A Film Never Made: History, Science, and Memory in Liberia
Gregg Mitman
Vilas Research and William Coleman Professor, History of Science, Medical History, and Environmental Studies
University of Wisconsin-Madison
Time and Location
12:00pm, 206 Ingraham Hall, 1155 Observatory Drive, Madison, WI
Description
In 1926, Richard Pearson Strong, head of Harvard’s Department of Tropical Medicine, led an eight-member scientific team to conduct a four-month long biological and medical survey of the interior region of Liberia. The expedition relied heavily on the economic, personnel and, physical infrastructures being erected by the Firestone Plantations Company to secure a viable rubber supply for the United States in Liberia. While Firestone’s continued presence in Liberia is one lasting legacy of the expedition, so too is the motion picture record the expedition left behind.

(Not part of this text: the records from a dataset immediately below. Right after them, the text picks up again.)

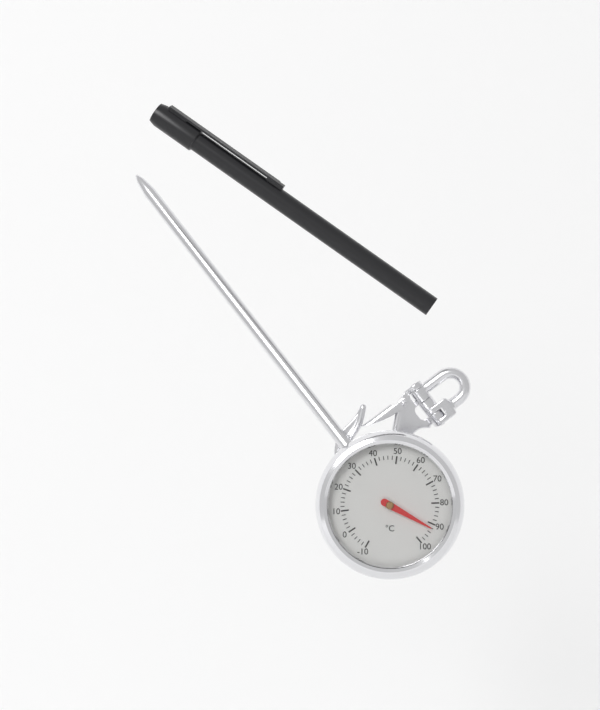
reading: 92 °C
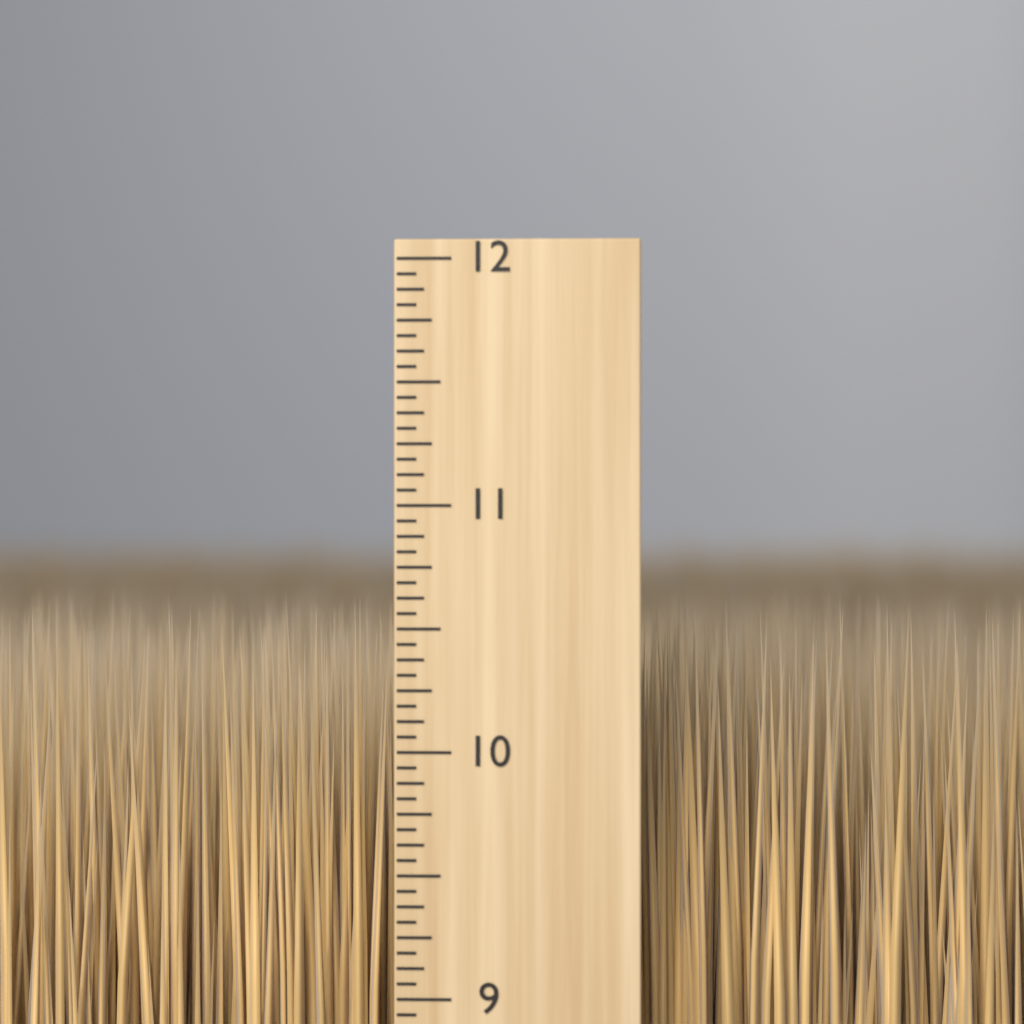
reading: 10.6250 inch
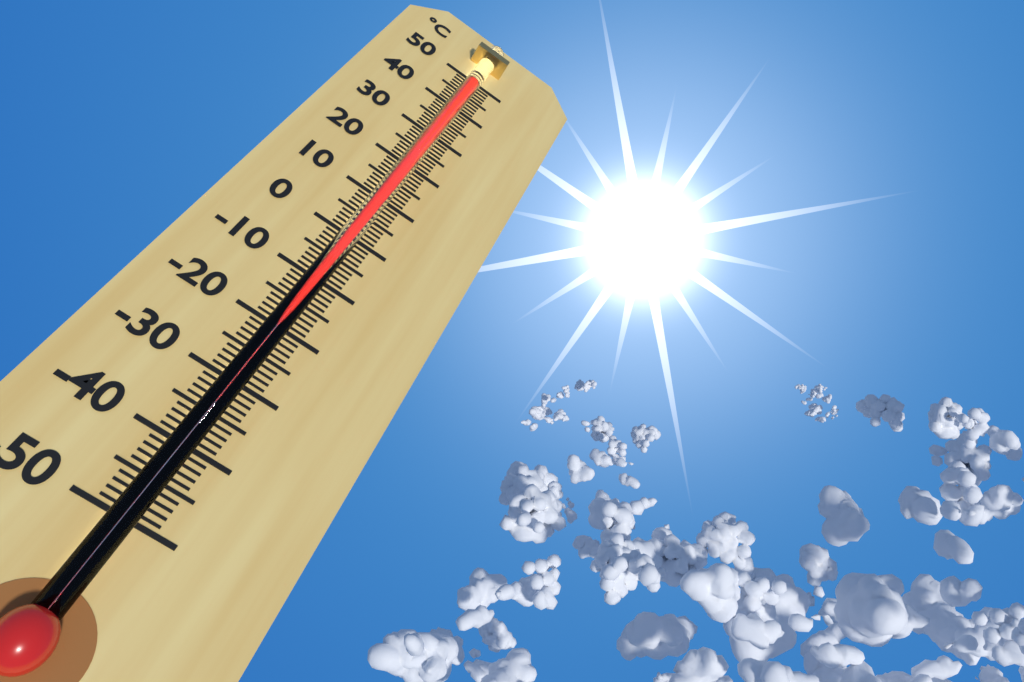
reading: 47 °C
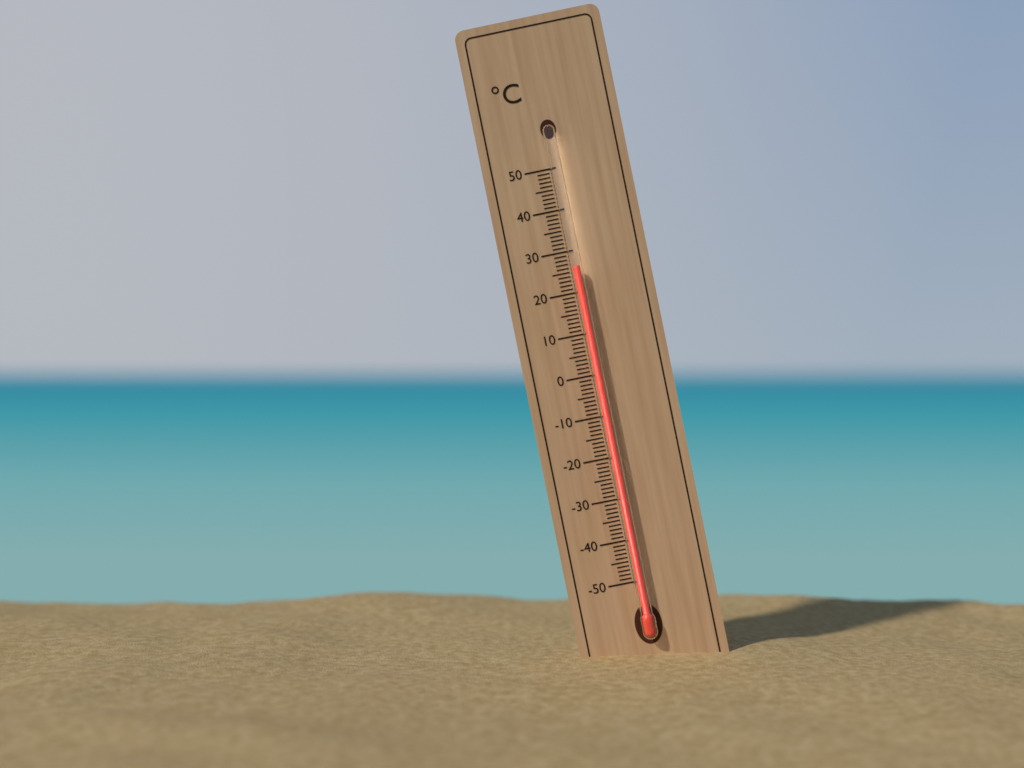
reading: 26 °C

This talk embarks on a cinematic journey that follows the extracts of an expedition and the lives of a film never made, as the expedition footage takes on a new life in post-civil war Liberia.
Bio
Gregg Mitman is the Vilas Research and William Coleman Professor of History of Science, Medical History, and Environmental Studies. He is also Director of the Nelson Institute Center for Culture, History and Environment. His teaching and writing interests span the history of ecology, nature, and health in the U.S. and the world, and are informed by a commitment and hope to build a more equitable and just environment.